Becky titled this hack "Inspiring underwear." I say: inspired underwear for those who are looking to motivate beginning potty-trainers:

They say you should let your potty-training child pick out some big-kid underwear at the store so that he/she is inspired to keep them dry for potty training. But when I took my son shopping, all the underwear designs featured characters he didn't know. I thought, "Man, I wish they sold underwear with Winnie the Pooh (his favorite bedtime stories) or Little Bear (his favorite DVD)."  Then I saw a package of plain white undies and was inspired.[Inspiration comes from unlikely places, eh? -- Ed.]

I downloaded images of all my son's favorite characters and saved them in a single document using the  Paint program that came preloaded on my computer.

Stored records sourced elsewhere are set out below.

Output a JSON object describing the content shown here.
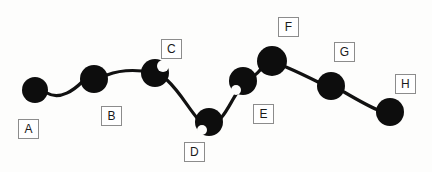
{
  "diagram": {
    "type": "node-link-chain",
    "title": "",
    "background_color": "#fdfdfc",
    "node_color": "#0d0d0d",
    "edge_color": "#111111",
    "label_border_color": "#8c8c8c",
    "label_text_color": "#1a1a1a",
    "nodes": [
      {
        "id": "A",
        "label": "A",
        "cx": 35,
        "cy": 90,
        "r": 13,
        "label_x": 18,
        "label_y": 119
      },
      {
        "id": "B",
        "label": "B",
        "cx": 94,
        "cy": 79,
        "r": 14,
        "label_x": 101,
        "label_y": 106
      },
      {
        "id": "C",
        "label": "C",
        "cx": 155,
        "cy": 73,
        "r": 14,
        "label_x": 161,
        "label_y": 39
      },
      {
        "id": "D",
        "label": "D",
        "cx": 209,
        "cy": 122,
        "r": 14,
        "label_x": 184,
        "label_y": 142
      },
      {
        "id": "E",
        "label": "E",
        "cx": 243,
        "cy": 81,
        "r": 14,
        "label_x": 253,
        "label_y": 104
      },
      {
        "id": "F",
        "label": "F",
        "cx": 272,
        "cy": 61,
        "r": 15,
        "label_x": 278,
        "label_y": 17
      },
      {
        "id": "G",
        "label": "G",
        "cx": 331,
        "cy": 86,
        "r": 14,
        "label_x": 334,
        "label_y": 42
      },
      {
        "id": "H",
        "label": "H",
        "cx": 390,
        "cy": 112,
        "r": 14,
        "label_x": 395,
        "label_y": 74
      }
    ],
    "edges": [
      {
        "from": "A",
        "to": "B",
        "path": "M 47 93 C 60 101, 75 89, 82 82"
      },
      {
        "from": "B",
        "to": "C",
        "path": "M 107 75 C 120 70, 132 70, 142 71"
      },
      {
        "from": "C",
        "to": "D",
        "path": "M 167 80 C 180 92, 189 109, 198 119"
      },
      {
        "from": "D",
        "to": "E",
        "path": "M 221 118 C 228 110, 233 98, 237 93"
      },
      {
        "from": "E",
        "to": "F",
        "path": "M 255 75 C 258 73, 259 71, 261 69"
      },
      {
        "from": "F",
        "to": "G",
        "path": "M 286 67 C 300 73, 312 79, 320 83"
      },
      {
        "from": "G",
        "to": "H",
        "path": "M 344 92 C 356 99, 368 106, 378 110"
      }
    ]
  }
}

I resized the images so they would fit properly on my son's underwear (I printed test sheets to make sure).

Once they were the right size, I printed them white iron-on transfer paper, available at any office supply store.  I cut out each image and followed the directions on the package to iron it onto the plain white underwear I had bought in bulk.  Voila!  A collection of underwear with all my son's favorite characters, made on the cheap, and they looked as good or better than the stuff available at the store. 

The whole process was actually much easier than it sounds.  I'm a working mom and I did it in one evening.  My son loved them!  Now, almost a year later, he's still excited about picking out his underwear in the morning.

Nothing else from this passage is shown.